Archive for the ‘Motivation’ Category

Draft Covers for Management Bits Book

Friday, July 9th, 2010

Previously announced book (publication date is 1st of September, 2010) now got preliminary front and back covers.

Front cover:

Back cover:

- Dmitry Vostokov @ ManagementBits.com -

A Thread Was Killed

Tuesday, February 3rd, 2009

The title of this post employs an operating system metaphor for a team member as a thread in a process (team).  I recalled this morning a book that I was reading 3 years ago and dug it from one of my dark dusty office corners:

My Job Went to India: 52 Ways to Save Your Job (Pragmatic Programmers)

I think it is relevant in this economic downturn if you replace India as an empty set or empty string: My Job Went to “”.

- Dmitry Vostokov @ ManagementBits.com -

Fine Collection of Management Antipatterns

Friday, October 24th, 2008

To my shame I have never read the famous book “AntiPatterns: Refactoring Software, Architectures, and Projects in Crisis”. Being interested in antipatterns which I often figure out myself in the practical domain of software technical support (see Crash Dump Analysis AntiPatterns) I looked for the most recent collection of the management ones and found this book which I’m reading now:

Antipatterns: Identification, Refactoring, and Management (Auerbach Series on Applied Software Engineering)

In addition to their own patterns, the authors of the book provide the description of Brown’s antipatterns (the book mentioned earlier, “AntiPatterns: Refactoring Software, …”), provide two tables for easy antipattern identification in an organization or a team (Management Antipattern Locator and Environmental Antipattern Locator), list and comment on Myers-Briggs personality types, discuss Keirsey temperament groupings and Bramson’s human personality phenotypes.
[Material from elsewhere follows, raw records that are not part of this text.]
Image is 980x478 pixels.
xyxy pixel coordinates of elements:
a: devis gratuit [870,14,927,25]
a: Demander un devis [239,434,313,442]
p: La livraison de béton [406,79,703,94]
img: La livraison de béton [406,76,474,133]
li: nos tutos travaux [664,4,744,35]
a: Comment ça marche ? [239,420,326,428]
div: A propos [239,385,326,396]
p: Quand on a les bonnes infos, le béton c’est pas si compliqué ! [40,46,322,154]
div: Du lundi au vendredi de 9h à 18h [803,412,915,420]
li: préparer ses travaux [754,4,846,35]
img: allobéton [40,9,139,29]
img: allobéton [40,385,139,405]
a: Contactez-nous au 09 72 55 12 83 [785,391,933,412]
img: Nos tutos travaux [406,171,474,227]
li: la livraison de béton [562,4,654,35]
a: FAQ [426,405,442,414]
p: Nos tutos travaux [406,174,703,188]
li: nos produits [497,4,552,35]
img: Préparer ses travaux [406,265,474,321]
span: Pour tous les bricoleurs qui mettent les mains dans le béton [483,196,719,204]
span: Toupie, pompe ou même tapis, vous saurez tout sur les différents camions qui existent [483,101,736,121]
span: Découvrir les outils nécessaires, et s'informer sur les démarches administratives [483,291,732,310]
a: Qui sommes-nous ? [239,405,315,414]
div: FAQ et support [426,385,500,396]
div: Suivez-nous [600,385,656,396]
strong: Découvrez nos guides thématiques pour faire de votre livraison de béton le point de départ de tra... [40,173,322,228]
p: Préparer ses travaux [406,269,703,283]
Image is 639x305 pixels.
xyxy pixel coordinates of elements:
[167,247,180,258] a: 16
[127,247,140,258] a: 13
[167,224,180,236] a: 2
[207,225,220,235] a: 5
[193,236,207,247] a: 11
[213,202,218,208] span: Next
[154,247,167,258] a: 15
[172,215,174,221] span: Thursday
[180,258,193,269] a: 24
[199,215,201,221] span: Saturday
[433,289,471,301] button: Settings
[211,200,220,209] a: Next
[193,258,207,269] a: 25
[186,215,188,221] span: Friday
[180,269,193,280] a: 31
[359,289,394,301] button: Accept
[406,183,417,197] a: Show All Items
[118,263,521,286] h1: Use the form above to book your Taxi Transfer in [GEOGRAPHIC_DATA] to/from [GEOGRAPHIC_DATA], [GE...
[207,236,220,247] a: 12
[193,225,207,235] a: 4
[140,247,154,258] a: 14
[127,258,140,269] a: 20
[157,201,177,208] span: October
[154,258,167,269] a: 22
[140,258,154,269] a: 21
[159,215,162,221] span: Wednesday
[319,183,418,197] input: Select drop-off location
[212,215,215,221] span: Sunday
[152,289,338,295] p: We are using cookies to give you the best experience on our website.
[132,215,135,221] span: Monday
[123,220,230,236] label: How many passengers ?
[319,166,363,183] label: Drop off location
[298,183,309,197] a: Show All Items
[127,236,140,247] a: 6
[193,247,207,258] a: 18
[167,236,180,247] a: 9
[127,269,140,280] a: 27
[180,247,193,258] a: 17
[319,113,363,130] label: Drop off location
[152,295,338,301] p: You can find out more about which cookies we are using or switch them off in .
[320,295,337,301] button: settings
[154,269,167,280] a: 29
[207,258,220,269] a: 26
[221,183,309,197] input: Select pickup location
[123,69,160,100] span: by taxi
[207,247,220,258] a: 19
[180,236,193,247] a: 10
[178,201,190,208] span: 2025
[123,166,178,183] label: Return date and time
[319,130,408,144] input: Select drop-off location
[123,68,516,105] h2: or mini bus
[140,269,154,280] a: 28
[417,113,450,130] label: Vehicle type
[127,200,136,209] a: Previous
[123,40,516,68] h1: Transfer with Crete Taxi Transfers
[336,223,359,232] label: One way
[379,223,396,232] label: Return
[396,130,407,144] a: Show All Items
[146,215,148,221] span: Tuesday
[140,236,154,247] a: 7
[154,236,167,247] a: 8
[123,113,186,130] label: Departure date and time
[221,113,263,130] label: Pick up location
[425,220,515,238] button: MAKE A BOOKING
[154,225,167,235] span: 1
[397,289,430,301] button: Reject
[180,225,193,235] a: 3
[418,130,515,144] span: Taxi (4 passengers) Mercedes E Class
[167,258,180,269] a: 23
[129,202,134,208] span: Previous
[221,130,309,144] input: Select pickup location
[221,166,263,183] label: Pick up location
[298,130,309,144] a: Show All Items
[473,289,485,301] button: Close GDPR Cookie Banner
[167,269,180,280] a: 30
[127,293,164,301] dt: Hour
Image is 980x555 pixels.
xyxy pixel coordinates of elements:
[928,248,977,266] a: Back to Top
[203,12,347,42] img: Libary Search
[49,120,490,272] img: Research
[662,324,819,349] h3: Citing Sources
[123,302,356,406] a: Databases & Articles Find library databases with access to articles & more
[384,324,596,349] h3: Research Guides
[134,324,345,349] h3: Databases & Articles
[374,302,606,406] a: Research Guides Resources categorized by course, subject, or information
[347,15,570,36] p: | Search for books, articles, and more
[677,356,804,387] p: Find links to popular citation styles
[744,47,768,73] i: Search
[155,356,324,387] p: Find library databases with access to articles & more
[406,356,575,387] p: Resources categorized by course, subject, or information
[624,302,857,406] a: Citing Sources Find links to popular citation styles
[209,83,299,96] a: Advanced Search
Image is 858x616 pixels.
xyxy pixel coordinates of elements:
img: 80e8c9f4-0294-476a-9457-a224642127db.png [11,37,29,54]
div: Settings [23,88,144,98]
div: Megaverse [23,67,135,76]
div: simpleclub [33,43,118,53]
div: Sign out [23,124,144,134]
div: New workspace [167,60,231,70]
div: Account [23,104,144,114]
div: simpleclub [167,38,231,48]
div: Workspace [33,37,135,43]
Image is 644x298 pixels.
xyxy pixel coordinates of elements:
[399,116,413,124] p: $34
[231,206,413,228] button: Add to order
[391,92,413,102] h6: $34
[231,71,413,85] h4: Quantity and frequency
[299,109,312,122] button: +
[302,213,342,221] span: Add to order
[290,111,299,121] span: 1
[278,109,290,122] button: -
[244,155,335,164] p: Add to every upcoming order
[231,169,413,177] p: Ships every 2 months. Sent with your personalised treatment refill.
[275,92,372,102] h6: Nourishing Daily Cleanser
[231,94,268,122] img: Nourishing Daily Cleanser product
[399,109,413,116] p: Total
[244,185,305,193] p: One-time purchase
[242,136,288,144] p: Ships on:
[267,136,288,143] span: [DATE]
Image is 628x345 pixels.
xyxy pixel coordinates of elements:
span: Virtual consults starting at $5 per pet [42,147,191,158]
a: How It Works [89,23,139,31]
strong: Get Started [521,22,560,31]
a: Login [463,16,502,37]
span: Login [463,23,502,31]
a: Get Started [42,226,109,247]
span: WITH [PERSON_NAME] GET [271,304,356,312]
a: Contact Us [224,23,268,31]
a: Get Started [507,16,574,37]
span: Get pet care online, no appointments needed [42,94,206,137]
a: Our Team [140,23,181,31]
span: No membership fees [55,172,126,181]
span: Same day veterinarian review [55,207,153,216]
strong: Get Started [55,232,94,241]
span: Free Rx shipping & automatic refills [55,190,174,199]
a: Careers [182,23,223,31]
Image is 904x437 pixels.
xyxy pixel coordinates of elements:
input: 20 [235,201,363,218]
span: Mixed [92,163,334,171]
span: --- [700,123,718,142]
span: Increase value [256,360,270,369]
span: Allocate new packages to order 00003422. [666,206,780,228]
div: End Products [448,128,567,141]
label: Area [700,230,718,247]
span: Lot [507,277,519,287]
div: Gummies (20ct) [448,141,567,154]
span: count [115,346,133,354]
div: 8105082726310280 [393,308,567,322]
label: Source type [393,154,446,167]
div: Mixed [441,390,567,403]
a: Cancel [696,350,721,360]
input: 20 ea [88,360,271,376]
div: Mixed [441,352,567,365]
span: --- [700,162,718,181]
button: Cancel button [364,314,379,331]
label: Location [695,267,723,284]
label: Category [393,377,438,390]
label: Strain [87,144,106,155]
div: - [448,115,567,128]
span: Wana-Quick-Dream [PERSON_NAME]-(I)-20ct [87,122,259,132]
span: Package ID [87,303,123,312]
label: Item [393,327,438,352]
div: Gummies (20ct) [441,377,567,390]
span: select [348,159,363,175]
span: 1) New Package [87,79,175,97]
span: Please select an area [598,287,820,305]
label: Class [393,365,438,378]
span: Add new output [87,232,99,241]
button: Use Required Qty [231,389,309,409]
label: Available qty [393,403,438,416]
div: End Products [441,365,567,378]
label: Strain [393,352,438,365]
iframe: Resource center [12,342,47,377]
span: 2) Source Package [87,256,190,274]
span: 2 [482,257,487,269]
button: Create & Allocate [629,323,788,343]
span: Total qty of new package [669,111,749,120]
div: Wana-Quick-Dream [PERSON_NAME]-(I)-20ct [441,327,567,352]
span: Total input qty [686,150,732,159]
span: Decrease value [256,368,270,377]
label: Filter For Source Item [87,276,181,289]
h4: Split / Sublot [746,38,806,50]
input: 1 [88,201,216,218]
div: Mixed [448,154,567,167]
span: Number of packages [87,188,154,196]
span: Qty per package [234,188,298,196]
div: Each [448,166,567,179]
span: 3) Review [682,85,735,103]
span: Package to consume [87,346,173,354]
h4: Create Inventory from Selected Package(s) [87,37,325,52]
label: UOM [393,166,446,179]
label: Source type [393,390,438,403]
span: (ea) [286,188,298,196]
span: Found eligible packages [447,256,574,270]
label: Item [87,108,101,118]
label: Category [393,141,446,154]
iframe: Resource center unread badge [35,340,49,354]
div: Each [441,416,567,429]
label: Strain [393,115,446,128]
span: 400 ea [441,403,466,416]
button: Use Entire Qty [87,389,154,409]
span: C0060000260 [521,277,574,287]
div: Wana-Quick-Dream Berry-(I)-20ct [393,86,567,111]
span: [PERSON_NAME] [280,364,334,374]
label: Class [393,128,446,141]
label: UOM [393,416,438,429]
Highly recommended. I especially liked “All You Have Is a Hammer” antipattern of which I was guilty myself during my earlier Team Lead role experience.

- Dmitry Vostokov @ ManagementBits.com -

The Science of Career Promotions

Tuesday, March 25th, 2008

Yesterday in a local Dun Laoghaire bookstore I stumbled upon this book:

Who Gets Promoted, Who Doesn’t and Why: 10 Things You’d Better Do If You Want to Get Ahead

Initially I hesitated but finally bought it. I wasn’t disappointed when I started reading it that evening. This book finally puts an explanatory system around career promotions and it really fits well with my observations in 15 companies I worked for during past 15 years. This doesn’t mean that I changed the company ever year :-) The longest relationship with a company was 7 years and my current relationship with Citrix approaches 5 years. I just worked for some companies in parallel or just for a few months. This book also teaches some important vocabulary such as:

  • - future value
  • - a smooth handoff within the window of opportunity
  • - optimization of the outcome of the staffing change

- Dmitry Vostokov @ ManagementBits.com -

Expertise-Driven Motivation

Saturday, December 22nd, 2007

There are many X-Driven motivations out there but I prefer expertise-driven individuals, motivated by the desire to become experts. It is not bullshit as you might think. It is more like a persistent psychological state found in researchers and scientists and the best results are guaranteed when it is supplemented by money-driven positive feedback loop. I’ve seen such people in both software engineering and software technical support environments.